Speech bij Progressive Governance Conference - Main contents
Op donderdag 24 april mocht ik in De Balie in Amsterdam spreken tijdens de Progressive Governance Conference. Lees verder voor mijn speech over het aanpakken van de Europese werkloosheid.
‘It’s all about policies and politics.’ That is what an economist told the social democratic politicians who were gathered at the progressive economy forum in March this year. Isn’t it strange that an economist feels compelled to explain to politicians, to social-democratic politicians, that it’s all about policies and politics? Clearly this was not just any economist. No, it was Joseph Stiglitz.
Joe Stiglitz was addressing the issue of inequality. Tonight I will focus on the most obvious inequality in Europe at this moment: between those that have and those that have not: between the workers and the jobless.
The European Central Bank is a poor copy of their American originals. The irony is that he Chicago school of thought had much more impact in Europe than it had in the United States. In fact, we have seen an unfortunate marriage between the Chicago school of thought and the German fear for hyperinflation.
The transatlantic differences in policies and politics show during this financial crisis. The Federal Reserve in New York wants to foster full employment; the Central Bank in Frankfurt does not. In the United States banks have been forced to recapitalize and in Europe banks have been offered cheap loans. The Obama administration has allowed a much higher deficit than 3%, while the European Commission is obsessed by it.
We constrain ourselves. With the result that macroeconomics has been reduced to mass psychology, with the aim to restore consumer and producer confidence. As if, Europe could talk its way out of the crisis, through a combination of reassuring words and motivational speeches. At this point I have to confess: I’m a macro economist.

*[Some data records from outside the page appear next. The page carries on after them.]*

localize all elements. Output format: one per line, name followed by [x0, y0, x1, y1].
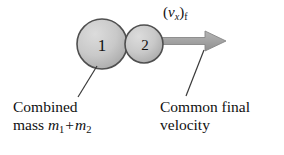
ball-2-label: 2 — [141, 37, 149, 53]
mass-symbol-1: m — [48, 116, 59, 133]
mass-word: mass — [13, 116, 44, 133]
inelastic-collision-diagram: 1 2 (vx)f Combined mass m1+m2 Common fin… — [0, 0, 284, 155]
common-velocity-caption: Common final velocity — [160, 98, 250, 134]
plus-operator: + — [64, 116, 75, 133]
velocity-subscript-x: x — [175, 11, 179, 22]
common-velocity-line-1: Common final — [160, 98, 250, 116]
combined-mass-line-1: Combined — [13, 98, 92, 116]
mass-subscript-2: 2 — [86, 124, 91, 135]
combined-mass-caption: Combined mass m1+m2 — [13, 98, 92, 136]
ball-1: 1 — [77, 19, 127, 69]
velocity-variable: v — [168, 4, 175, 20]
combined-mass-line-2: mass m1+m2 — [13, 116, 92, 136]
velocity-subscript-f: f — [184, 11, 187, 22]
common-velocity-leader-line — [186, 50, 204, 96]
ball-2: 2 — [125, 25, 163, 63]
velocity-label: (vx)f — [163, 4, 187, 21]
ball-1-label: 1 — [98, 36, 107, 55]
mass-symbol-2: m — [75, 116, 86, 133]
mass-subscript-1: 1 — [59, 124, 64, 135]
combined-mass-leader-line — [78, 66, 97, 97]
common-velocity-line-2: velocity — [160, 116, 250, 134]
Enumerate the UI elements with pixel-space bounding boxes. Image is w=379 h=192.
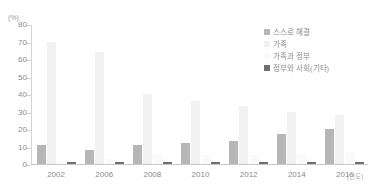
x-axis-tick-label: 2002	[32, 170, 80, 179]
bar-group	[176, 25, 224, 164]
bar[interactable]	[163, 162, 172, 164]
y-axis-tick-label: 60	[18, 55, 27, 65]
bar[interactable]	[211, 162, 220, 164]
bar[interactable]	[67, 162, 76, 164]
bar[interactable]	[307, 162, 316, 164]
bar[interactable]	[191, 101, 200, 164]
x-axis-tick-label: 2006	[80, 170, 128, 179]
bar[interactable]	[239, 106, 248, 164]
bar[interactable]	[287, 112, 296, 165]
x-axis-tick-label: 2008	[128, 170, 176, 179]
legend-label: 가족	[273, 40, 287, 49]
legend: 스스로 해결가족가족과 정부정부와 사회(기타)	[264, 27, 329, 73]
legend-item[interactable]: 가족	[264, 39, 329, 49]
x-axis-tick-label: 2012	[225, 170, 273, 179]
x-axis-line	[31, 164, 368, 165]
bar[interactable]	[115, 162, 124, 164]
bar[interactable]	[85, 150, 94, 164]
bar[interactable]	[335, 115, 344, 164]
x-axis-tick-label: 2014	[273, 170, 321, 179]
y-axis-tick-label: 0	[23, 160, 27, 170]
bar-group	[80, 25, 128, 164]
y-axis-tick-label: 30	[18, 108, 27, 118]
x-axis-tick-label: 2010	[176, 170, 224, 179]
legend-swatch-icon	[264, 29, 270, 35]
legend-swatch-icon	[264, 41, 270, 47]
bar[interactable]	[229, 141, 238, 164]
legend-label: 정부와 사회(기타)	[273, 64, 329, 73]
legend-label: 스스로 해결	[273, 28, 310, 37]
y-axis-tick-label: 50	[18, 73, 27, 83]
bar[interactable]	[297, 154, 306, 165]
legend-swatch-icon	[264, 53, 270, 59]
bar[interactable]	[57, 161, 66, 165]
bar[interactable]	[259, 162, 268, 164]
bar[interactable]	[355, 162, 364, 164]
bar[interactable]	[325, 129, 334, 164]
bar-group	[32, 25, 80, 164]
bar[interactable]	[47, 42, 56, 165]
bar[interactable]	[143, 94, 152, 164]
bar[interactable]	[37, 145, 46, 164]
y-axis-tick-label: 20	[18, 125, 27, 135]
bar-chart: (%) 80706050403020100 200220062008201020…	[0, 0, 379, 192]
bar[interactable]	[133, 145, 142, 164]
y-axis-tick-label: 70	[18, 38, 27, 48]
legend-label: 가족과 정부	[273, 52, 310, 61]
bar[interactable]	[201, 155, 210, 164]
legend-swatch-icon	[264, 65, 270, 71]
y-axis-tick-label: 10	[18, 143, 27, 153]
legend-item[interactable]: 정부와 사회(기타)	[264, 63, 329, 73]
legend-item[interactable]: 가족과 정부	[264, 51, 329, 61]
bar[interactable]	[105, 159, 114, 164]
bar[interactable]	[277, 134, 286, 164]
bar[interactable]	[345, 152, 354, 164]
y-axis-tick-label: 40	[18, 90, 27, 100]
bar[interactable]	[153, 154, 162, 165]
bar[interactable]	[249, 155, 258, 164]
bar[interactable]	[181, 143, 190, 164]
bar-group	[128, 25, 176, 164]
legend-item[interactable]: 스스로 해결	[264, 27, 329, 37]
x-axis-unit-label: (연도)	[347, 171, 363, 181]
x-axis-labels: 2002200620082010201220142016	[32, 170, 369, 179]
bar[interactable]	[95, 52, 104, 164]
y-axis-tick-label: 80	[18, 20, 27, 30]
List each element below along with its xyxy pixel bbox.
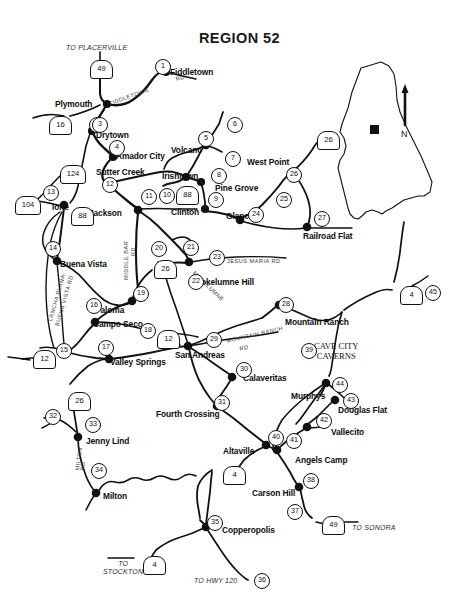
site-number-marker[interactable]: 14 <box>45 241 61 257</box>
direction-note-line: TO <box>103 560 143 568</box>
site-number-marker[interactable]: 16 <box>86 298 102 314</box>
site-number-marker[interactable]: 10 <box>159 188 175 204</box>
direction-note: TO PLACERVILLE <box>66 44 127 52</box>
site-number-marker[interactable]: 21 <box>183 240 199 256</box>
place-label: San Andreas <box>175 351 225 360</box>
page-title: REGION 52 <box>199 30 280 46</box>
site-number-marker[interactable]: 39 <box>301 343 317 359</box>
site-number-marker[interactable]: 19 <box>133 286 149 302</box>
highway-shield[interactable]: 26 <box>154 260 177 279</box>
site-number-marker[interactable]: 28 <box>278 297 294 313</box>
place-label: Angels Camp <box>295 456 347 465</box>
highway-shield[interactable]: 4 <box>143 556 166 575</box>
site-number-marker[interactable]: 7 <box>225 151 241 167</box>
highway-shield[interactable]: 104 <box>15 196 41 215</box>
highway-shield[interactable]: 4 <box>400 286 423 305</box>
site-number-marker[interactable]: 1 <box>155 59 171 75</box>
place-label: Pine Grove <box>215 184 258 193</box>
direction-note: TO HWY 120 <box>194 577 237 585</box>
place-label: Valley Springs <box>110 358 166 367</box>
place-label: Clinton <box>171 208 199 217</box>
site-number-marker[interactable]: 38 <box>303 473 319 489</box>
highway-shield[interactable]: 26 <box>317 131 340 150</box>
highway-shield[interactable]: 26 <box>68 392 91 411</box>
site-number-marker[interactable]: 27 <box>314 211 330 227</box>
site-number-marker[interactable]: 20 <box>151 241 167 257</box>
highway-shield[interactable]: 4 <box>223 466 246 485</box>
site-number-marker[interactable]: 3 <box>92 117 108 133</box>
site-number-marker[interactable]: 43 <box>343 393 359 409</box>
place-label: Altaville <box>223 447 254 456</box>
site-number-marker[interactable]: 24 <box>248 207 264 223</box>
site-number-marker[interactable]: 8 <box>211 168 227 184</box>
highway-shield[interactable]: 124 <box>60 165 86 184</box>
site-number-marker[interactable]: 6 <box>227 117 243 133</box>
place-label: Amador City <box>116 152 165 161</box>
place-label: Buena Vista <box>60 260 107 269</box>
site-number-marker[interactable]: 35 <box>207 515 223 531</box>
place-label: Mountain Ranch <box>285 318 349 327</box>
highway-shield[interactable]: 12 <box>33 350 56 369</box>
place-label: Jenny Lind <box>86 437 129 446</box>
place-label: Carson Hill <box>252 489 295 498</box>
site-number-marker[interactable]: 5 <box>198 131 214 147</box>
direction-note-line: STOCKTON <box>103 568 143 576</box>
place-label: Copperopolis <box>222 526 275 535</box>
site-number-marker[interactable]: 9 <box>208 192 224 208</box>
site-number-marker[interactable]: 33 <box>85 417 101 433</box>
direction-note: TOSTOCKTON <box>103 560 143 576</box>
site-number-marker[interactable]: 45 <box>425 285 441 301</box>
place-label: Volcano <box>171 146 202 155</box>
highway-shield[interactable]: 88 <box>176 186 199 205</box>
place-label: Ione <box>52 203 69 212</box>
site-number-marker[interactable]: 41 <box>286 433 302 449</box>
site-number-marker[interactable]: 40 <box>268 430 284 446</box>
site-number-marker[interactable]: 30 <box>236 362 252 378</box>
site-number-marker[interactable]: 11 <box>141 189 157 205</box>
highway-shield[interactable]: 88 <box>71 207 94 226</box>
site-number-marker[interactable]: 32 <box>45 409 61 425</box>
site-number-marker[interactable]: 4 <box>109 140 125 156</box>
place-label: Railroad Flat <box>303 232 352 241</box>
highway-shield[interactable]: 16 <box>49 116 72 135</box>
highway-shield[interactable]: 49 <box>90 60 113 79</box>
road-name-label: MIDDLE BAR <box>123 241 129 280</box>
place-label: Vallecito <box>331 428 364 437</box>
site-number-marker[interactable]: 13 <box>43 185 59 201</box>
map-graphic <box>0 0 461 614</box>
site-number-marker[interactable]: 34 <box>91 463 107 479</box>
map-root: REGION 52 FiddletownPlymouthDrytownAmado… <box>0 0 461 614</box>
site-number-marker[interactable]: 29 <box>206 332 222 348</box>
highway-shield[interactable]: 12 <box>157 330 180 349</box>
direction-note: TO SONORA <box>352 524 396 532</box>
site-number-marker[interactable]: 12 <box>102 177 118 193</box>
highway-shield[interactable]: 49 <box>322 516 345 535</box>
place-label: Fourth Crossing <box>156 410 220 419</box>
place-label: West Point <box>247 158 289 167</box>
place-label: Murphys <box>291 392 325 401</box>
place-label: Plymouth <box>55 100 92 109</box>
place-label: Campo Seco <box>93 320 143 329</box>
place-label: Sutter Creek <box>96 168 145 177</box>
site-number-marker[interactable]: 18 <box>140 323 156 339</box>
place-label: Irishtown <box>162 172 198 181</box>
place-label: Milton <box>103 492 127 501</box>
poi-label: CAVE CITYCAVERNS <box>314 341 358 361</box>
poi-label-line: CAVERNS <box>314 351 358 361</box>
site-number-marker[interactable]: 37 <box>287 504 303 520</box>
site-number-marker[interactable]: 26 <box>286 167 302 183</box>
site-number-marker[interactable]: 23 <box>209 250 225 266</box>
road-name-label: RD <box>79 461 86 471</box>
site-number-marker[interactable]: 44 <box>332 377 348 393</box>
site-number-marker[interactable]: 25 <box>276 192 292 208</box>
site-number-marker[interactable]: 15 <box>56 343 72 359</box>
road-name-label: RD <box>130 247 136 256</box>
road-name-label: JESUS MARIA RD <box>227 258 281 264</box>
poi-label-line: CAVE CITY <box>314 341 358 351</box>
site-number-marker[interactable]: 31 <box>214 395 230 411</box>
north-arrow-label: N <box>401 129 408 139</box>
site-number-marker[interactable]: 22 <box>188 274 204 290</box>
site-number-marker[interactable]: 17 <box>98 340 114 356</box>
site-number-marker[interactable]: 36 <box>254 573 270 589</box>
site-number-marker[interactable]: 42 <box>316 413 332 429</box>
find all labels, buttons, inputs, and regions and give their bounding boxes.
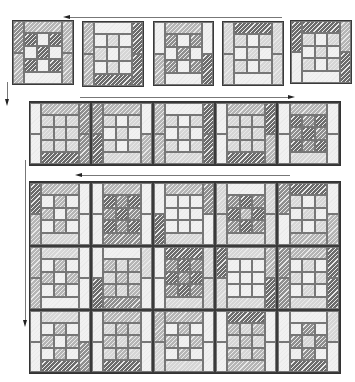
center-square xyxy=(177,47,189,60)
border-bottom-piece xyxy=(234,73,272,85)
center-square xyxy=(177,60,189,73)
border-top-piece xyxy=(24,21,62,33)
border-right-piece xyxy=(132,22,143,54)
center-square xyxy=(24,59,37,72)
border-right-piece xyxy=(62,21,73,53)
border-top-piece xyxy=(165,22,202,34)
border-right-piece xyxy=(340,21,351,52)
center-square xyxy=(234,34,247,47)
center-square xyxy=(37,46,50,59)
center-square xyxy=(24,46,37,59)
center-square xyxy=(315,33,328,46)
center-square xyxy=(94,61,107,74)
center-square xyxy=(107,34,120,47)
border-right-piece xyxy=(272,22,283,54)
border-top-piece xyxy=(302,21,340,33)
center-square xyxy=(315,58,328,71)
grid-frame xyxy=(29,101,341,166)
center-square xyxy=(119,61,132,74)
quilt-block xyxy=(82,21,144,87)
center-square xyxy=(37,59,50,72)
grid-frame xyxy=(29,181,341,374)
center-square xyxy=(37,33,50,46)
quilt-block xyxy=(290,20,352,84)
border-left-piece xyxy=(13,21,24,53)
center-square xyxy=(165,47,177,60)
center-square xyxy=(190,34,202,47)
center-square xyxy=(49,33,62,46)
center-square xyxy=(49,46,62,59)
center-square xyxy=(107,61,120,74)
border-left-piece xyxy=(83,22,94,54)
border-left-piece xyxy=(13,53,24,84)
arrow-row3-left-line xyxy=(80,175,290,176)
border-bottom-piece xyxy=(24,72,62,84)
center-square xyxy=(315,46,328,59)
center-square xyxy=(234,60,247,73)
border-left-piece xyxy=(154,22,165,54)
border-right-piece xyxy=(132,54,143,86)
border-right-piece xyxy=(202,54,213,85)
center-square xyxy=(247,47,260,60)
arrow-top-left-line xyxy=(68,17,282,18)
arrow-row2-right-head-icon xyxy=(288,95,295,99)
border-right-piece xyxy=(272,54,283,85)
border-top-piece xyxy=(94,22,132,34)
center-square xyxy=(327,46,340,59)
center-square xyxy=(327,33,340,46)
center-square xyxy=(24,33,37,46)
arrow-row2-right-line xyxy=(80,97,290,98)
arrow-down-2-line xyxy=(25,160,26,322)
center-square xyxy=(119,34,132,47)
center-square xyxy=(107,47,120,60)
arrow-top-left-head-icon xyxy=(63,15,70,19)
border-left-piece xyxy=(223,54,234,85)
border-top-piece xyxy=(234,22,272,34)
border-left-piece xyxy=(223,22,234,54)
border-left-piece xyxy=(291,52,302,83)
center-square xyxy=(165,34,177,47)
center-square xyxy=(302,46,315,59)
border-right-piece xyxy=(62,53,73,84)
center-square xyxy=(302,58,315,71)
center-square xyxy=(247,60,260,73)
center-square xyxy=(247,34,260,47)
border-bottom-piece xyxy=(94,74,132,86)
border-left-piece xyxy=(291,21,302,52)
center-square xyxy=(259,60,272,73)
arrow-row3-left-head-icon xyxy=(75,173,82,177)
border-left-piece xyxy=(83,54,94,86)
center-square xyxy=(190,47,202,60)
center-square xyxy=(190,60,202,73)
quilt-block xyxy=(12,20,74,85)
center-square xyxy=(327,58,340,71)
quilt-block xyxy=(222,21,284,86)
arrow-down-2-head-icon xyxy=(23,320,27,327)
border-right-piece xyxy=(202,22,213,54)
border-right-piece xyxy=(340,52,351,83)
center-square xyxy=(234,47,247,60)
quilt-block xyxy=(153,21,214,86)
center-square xyxy=(165,60,177,73)
center-square xyxy=(259,47,272,60)
center-square xyxy=(177,34,189,47)
center-square xyxy=(302,33,315,46)
arrow-down-1-head-icon xyxy=(5,99,9,106)
center-square xyxy=(259,34,272,47)
center-square xyxy=(94,34,107,47)
border-bottom-piece xyxy=(165,73,202,85)
center-square xyxy=(49,59,62,72)
border-left-piece xyxy=(154,54,165,85)
center-square xyxy=(94,47,107,60)
center-square xyxy=(119,47,132,60)
border-bottom-piece xyxy=(302,71,340,83)
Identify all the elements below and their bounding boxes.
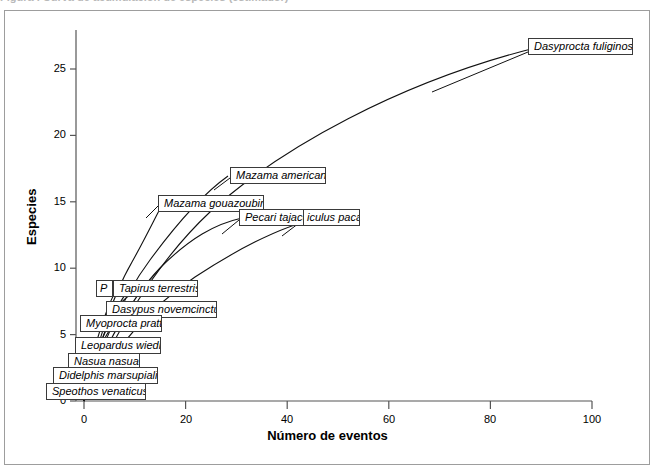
x-tick-label-60: 60	[369, 413, 409, 425]
y-tick-label-10: 10	[42, 261, 66, 273]
x-tick-label-100: 100	[572, 413, 612, 425]
species-label-dasyprocta-fuliginosa: Dasyprocta fuliginosa	[528, 38, 633, 55]
species-label-mazama-americana: Mazama americana	[230, 167, 326, 184]
y-tick-label-25: 25	[42, 62, 66, 74]
species-accumulation-figure: Figura . Curva de acumulación de especie…	[0, 0, 655, 471]
x-axis-title: Número de eventos	[0, 428, 655, 443]
y-tick-label-20: 20	[42, 128, 66, 140]
y-axis-title: Especies	[24, 189, 39, 245]
x-tick-label-80: 80	[470, 413, 510, 425]
y-tick-label-5: 5	[46, 328, 66, 340]
species-label-didelphis-marsupialis: Didelphis marsupialis	[53, 367, 158, 384]
x-tick-label-0: 0	[64, 413, 104, 425]
species-label-pecari-tajacu: Pecari tajacu	[239, 209, 307, 226]
species-label-speothos-venaticus: Speothos venaticus	[46, 383, 146, 400]
x-tick-label-20: 20	[166, 413, 206, 425]
species-label-myoprocta-pratti: Myoprocta pratti	[80, 315, 162, 332]
species-label-proechimys: P	[96, 280, 113, 297]
species-label-tapirus-terrestris: Tapirus terrestris	[113, 280, 198, 297]
species-label-leopardus-wiedii: Leopardus wiedii	[75, 337, 161, 354]
x-tick-marks	[84, 401, 592, 409]
y-tick-label-15: 15	[42, 195, 66, 207]
plot-canvas	[0, 0, 655, 471]
x-tick-label-40: 40	[267, 413, 307, 425]
species-label-cuniculus-paca: iculus paca	[303, 209, 360, 226]
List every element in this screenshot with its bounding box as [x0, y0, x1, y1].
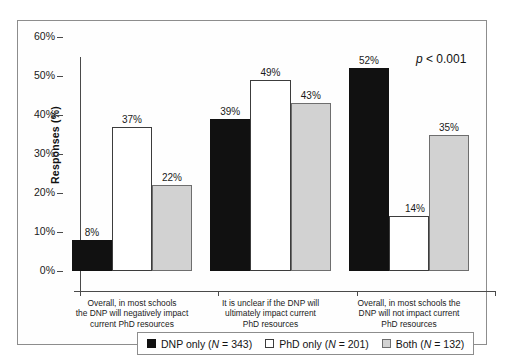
legend-swatch-black: [147, 339, 156, 348]
bar-phd-group3: [389, 216, 429, 271]
category-label-line: DNP will not impact current: [332, 308, 486, 318]
bar-value-label: 14%: [355, 203, 425, 214]
y-axis-tick-label: 30%: [13, 147, 55, 159]
legend-item-1[interactable]: DNP only (N = 343): [147, 338, 252, 350]
category-label-line: PhD resources: [193, 319, 348, 329]
bar-phd-group1: [112, 127, 152, 271]
category-label-line: current PhD resources: [55, 319, 209, 329]
category-label-line: Overall, in most schools the: [332, 298, 486, 308]
p-value-annotation: p < 0.001: [416, 52, 466, 66]
y-axis-tick: [57, 193, 63, 194]
y-axis-tick-label: 60%: [13, 30, 55, 42]
x-axis-tick: [357, 291, 358, 296]
category-label-line: ultimately impact current: [193, 308, 348, 318]
y-axis-tick: [57, 76, 63, 77]
bar-value-label: 35%: [421, 122, 477, 133]
category-label-line: PhD resources: [332, 319, 486, 329]
bar-both-group1: [152, 185, 192, 271]
category-label-line: Overall, in most schools: [55, 298, 209, 308]
figure-frame: Responses (%) 60%50%40%30%20%10%0% 8%37%…: [17, 20, 487, 345]
x-axis-category-label-2: It is unclear if the DNP willultimately …: [193, 298, 348, 329]
p-value-symbol: p: [416, 52, 423, 66]
bar-value-label: 43%: [283, 90, 339, 101]
y-axis-tick: [57, 271, 63, 272]
p-value-text: < 0.001: [423, 52, 467, 66]
bar-both-group3: [429, 135, 469, 272]
category-label-line: It is unclear if the DNP will: [193, 298, 348, 308]
y-axis-tick: [57, 232, 63, 233]
legend-swatch-white: [265, 339, 274, 348]
y-axis-tick-label: 0%: [13, 264, 55, 276]
legend-label: Both (N = 132): [396, 338, 465, 350]
bar-value-label: 49%: [242, 67, 298, 78]
bar-both-group2: [291, 103, 331, 271]
bar-dnp-group1: [72, 240, 112, 271]
y-axis-tick: [57, 154, 63, 155]
category-label-line: the DNP will negatively impact: [55, 308, 209, 318]
legend-swatch-gray: [382, 339, 391, 348]
bar-value-label: 37%: [104, 114, 160, 125]
bar-value-label: 52%: [341, 55, 397, 66]
y-axis-tick-label: 40%: [13, 108, 55, 120]
x-axis-tick: [495, 291, 496, 296]
bar-phd-group2: [250, 80, 290, 271]
x-axis-line: [74, 291, 496, 292]
legend-label: DNP only (N = 343): [161, 338, 252, 350]
x-axis-tick: [218, 291, 219, 296]
y-axis-tick: [57, 37, 63, 38]
legend-label: PhD only (N = 201): [279, 338, 369, 350]
bar-dnp-group2: [210, 119, 250, 271]
y-axis-tick: [57, 115, 63, 116]
x-axis-category-label-1: Overall, in most schoolsthe DNP will neg…: [55, 298, 209, 329]
x-axis-category-label-3: Overall, in most schools theDNP will not…: [332, 298, 486, 329]
bar-value-label: 22%: [144, 172, 200, 183]
y-axis-tick-label: 10%: [13, 225, 55, 237]
chart-legend: DNP only (N = 343)PhD only (N = 201)Both…: [137, 332, 474, 355]
legend-item-3[interactable]: Both (N = 132): [382, 338, 465, 350]
bar-dnp-group3: [349, 68, 389, 271]
x-axis-tick: [80, 291, 81, 296]
legend-item-2[interactable]: PhD only (N = 201): [265, 338, 369, 350]
y-axis-tick-label: 50%: [13, 69, 55, 81]
y-axis-tick-label: 20%: [13, 186, 55, 198]
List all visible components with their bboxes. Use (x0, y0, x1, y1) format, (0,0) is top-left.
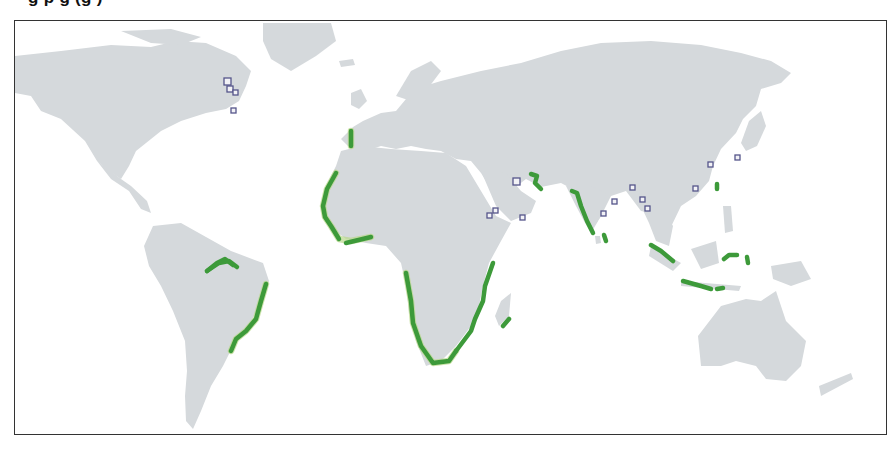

Having said that, the transatlantic differences in policies and politics produce different results. Yes, in the U.S. public debt is higher. Yes, in the U.S. public deficit is higher. Significantly higher. But they got something in return. The growth in the last two years has been 5% higher and the current unemployment rate is 5 %-point lower.
Does this make the American model win the Miss World competition? Far from it. The best examples in the world are still found in Europe with countries combining high productivity, low unemployment and moderate inequality. But we need change, sometimes radical change, to unleash the full potential of Europe.
Therefore, we need to break up the unhappy marriage, that produces the children of small, unambitious governments and free markets. This is one reason why the Dutch Labour party proposes a norm for unemployment, not more than 5%, changing the mandate of the ECB and changing the European budget rules. The related, other reason is that we cannot give into the cynical, technocratic position; that we cannot boost employment, that we have to wait for confidence and animal spirits to return. We need to politicize the theme of work. We need to restore the ambition to make Europe work.
Diederik Samsom told you earlier this evening about investments in sustainable energy and how we can make everybody benefit from it. That is the ambition we need.
Back to Stiglitz: As social-democrat by conviction and an European by heart I do agree with him. If we succeed in bringing back work into the heart of politics, we can really make politics work. We need to politicize work. That is what I want to contribute to Europe. Now and than it may seem an uphill battle, but it is worth the fight.